The Graham Number is a classic Benjamin Graham-style valuation shortcut that blends earnings power and balance-sheet backing into one conservative fair-value reference.
Open the page that matches the job you are trying to do instead of forcing one tool to answer every question.
Use the valuation page to inspect P/E in context with fair value, growth assumptions, and the broader company snapshot.
Open Stock ValuationUse when you want to filter a large list of stocks by valuation ceiling before deeper research.
Open PE and EBITDA ScreenerUse when P/E is only one part of a broader value workflow that also considers balance-sheet quality and Graham-style discipline.
Open Value ScreenerUse when you want P/E to be balanced against growth instead of analyzed alone.
Open GARP ScreenerUse these external references when a term needs deeper background than is practical to place on one page.
Background on the price-to-earnings ratio, why investors use it, and its limits.
WikipediaUseful when you want the standard growth-adjusted extension of P/E.
WikipediaHelpful background on the original Graham value framework and margin-of-safety thinking.
WikipediaExplains the idea of buying with a gap between price and conservative value.
WikipediaThe ratio looks simple, but understanding each term prevents bad comparisons.
| Term | Derivation | What it means | Where to find it on QuantJuice |
|---|---|---|---|
| Share price | Current market price per share | What the market is willing to pay right now for one share | Charts, Stock Valuation |
| EPS | Net income / diluted shares outstanding | Profit attributable to one share after dividing earnings across owners | Stock Valuation, Growth Screener, Value Screener |
| P/E ratio | Price per share / EPS = Market cap / net income | How many times earnings investors are paying for the business | Stock Valuation, PE and EBITDA Screener, Value Screener |
These are broad heuristics only. Sector, quality, and rates matter.

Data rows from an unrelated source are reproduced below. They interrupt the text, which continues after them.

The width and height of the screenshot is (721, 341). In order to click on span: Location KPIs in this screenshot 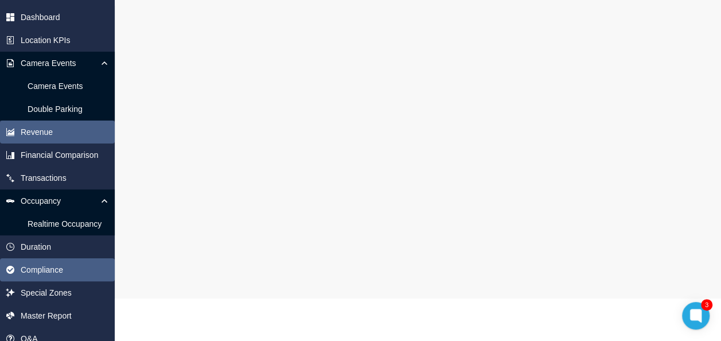, I will do `click(45, 40)`.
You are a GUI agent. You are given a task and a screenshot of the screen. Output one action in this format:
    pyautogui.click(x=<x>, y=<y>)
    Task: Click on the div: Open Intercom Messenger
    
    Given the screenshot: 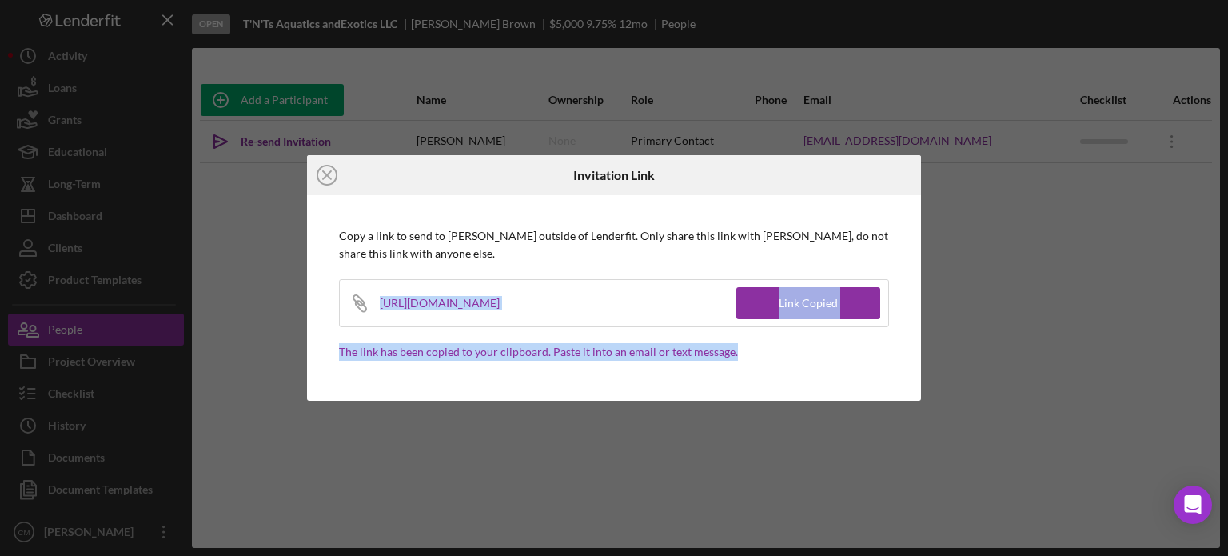 What is the action you would take?
    pyautogui.click(x=1193, y=505)
    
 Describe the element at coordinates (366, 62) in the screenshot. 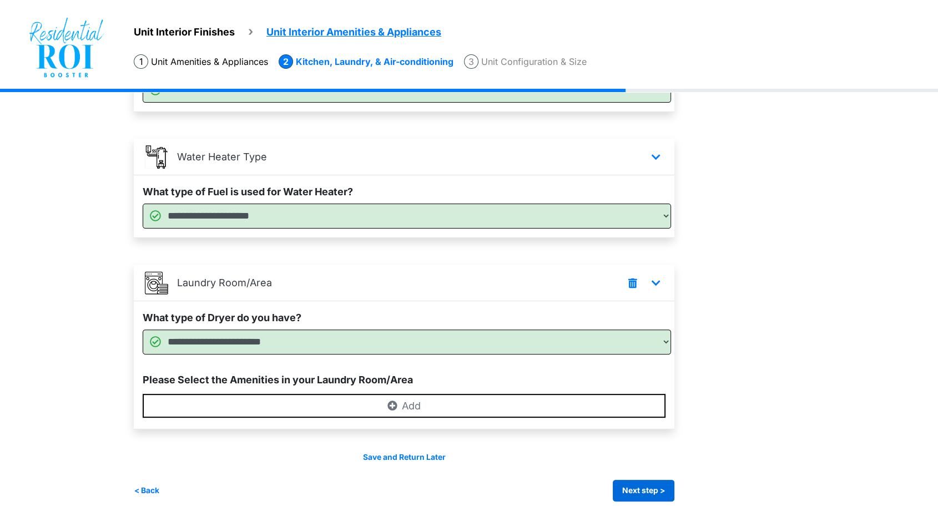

| Typical band | What it often suggests | When it can be misleading |
|---|---|---|
| Below 10 | Can reflect deep value, cyclicality, weak confidence, or distress | Dangerous when earnings are peaking or balance sheets are weak |
| 10 to 20 | Often a more normal zone for mature, steady businesses | Still needs peer comparison and growth context |
| 20 to 35 | Often implies stronger expected growth or better quality | Can become too rich if growth slows |
| Above 35 | Usually reflects high expectations and long-duration growth stories | Vulnerable when execution disappoints or rates rise |
P/E is useful, but it becomes stronger when compared with a second valuation lens instead of used alone.

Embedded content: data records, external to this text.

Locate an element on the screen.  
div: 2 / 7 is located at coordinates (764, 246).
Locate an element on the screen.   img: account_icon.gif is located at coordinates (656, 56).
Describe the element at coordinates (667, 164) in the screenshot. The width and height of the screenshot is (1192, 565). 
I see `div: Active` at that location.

| Lens | Plain derivation | What it adds | Best use case |
|---|---|---|---|
| PEG ratio | P/E divided by earnings growth rate | Helps judge whether the multiple is fair relative to the growth profile | Useful when comparing growth companies with different valuation levels |
| Graham Number | Square root of 22.5 x EPS x book value per share | Adds a classic balance-sheet and earnings discipline lens | Useful when you want a conservative old-school value anchor |
| Modern Graham lens | Margin of safety plus stronger cash flow, quality, and resilience checks | Updates Graham thinking for a market where intangible assets and durable business quality matter more | Useful when you want Graham-style discipline without relying only on low multiples |
| DCF range | Present value of future free cash flow per share | Moves beyond shortcut multiples toward intrinsic value scenarios | Useful when the business is stable enough for a deeper long-term valuation view |
P/E works best when earnings quality is real, margins are not wildly cyclical, and the market is comparing similar businesses.

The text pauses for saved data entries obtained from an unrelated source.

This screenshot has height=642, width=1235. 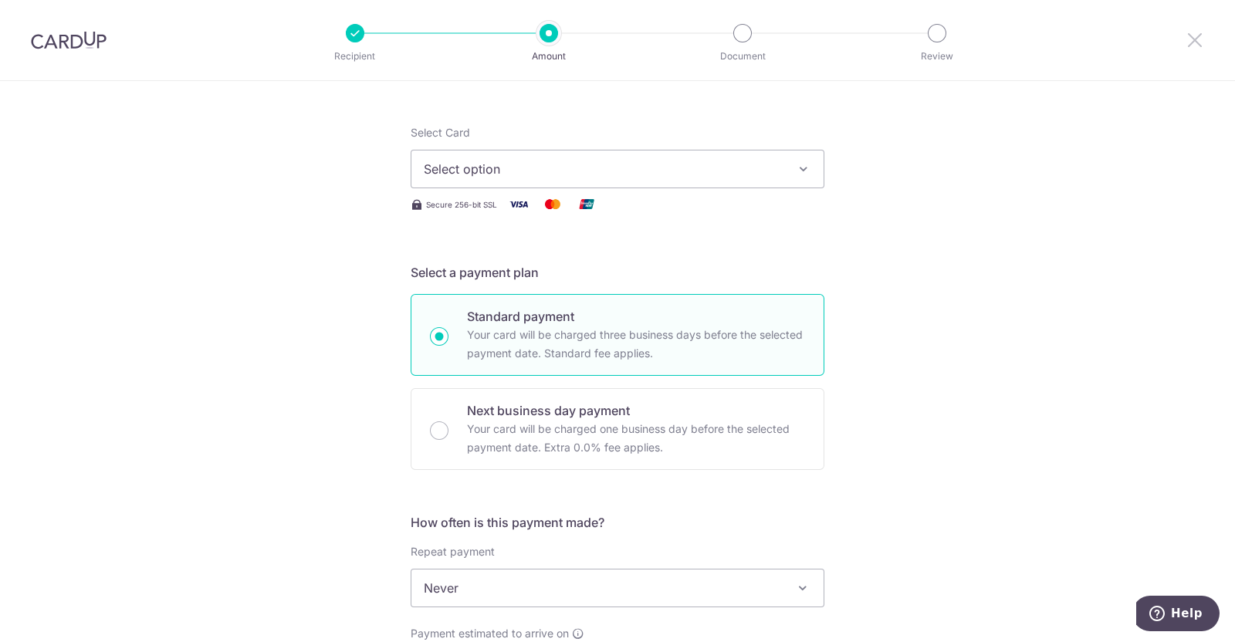 I want to click on img: Union Pay, so click(x=587, y=204).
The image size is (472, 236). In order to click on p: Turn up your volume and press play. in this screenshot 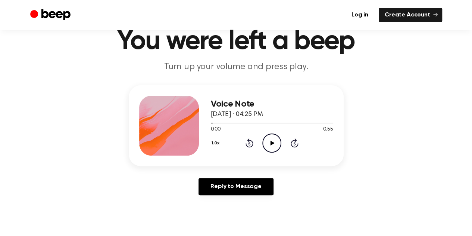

Classic Benjamin Graham analysis focused on balance-sheet safety, sensible earnings multiples, and a margin of safety between price and conservative fair value. A more modern Graham-style approach keeps the margin-of-safety mindset but usually adds cash flow quality, capital efficiency, debt discipline, and durability of the business model.
Use the page to narrow the market quickly, then promote only the strongest chart-plus-context setups into your active watchlist or research queue.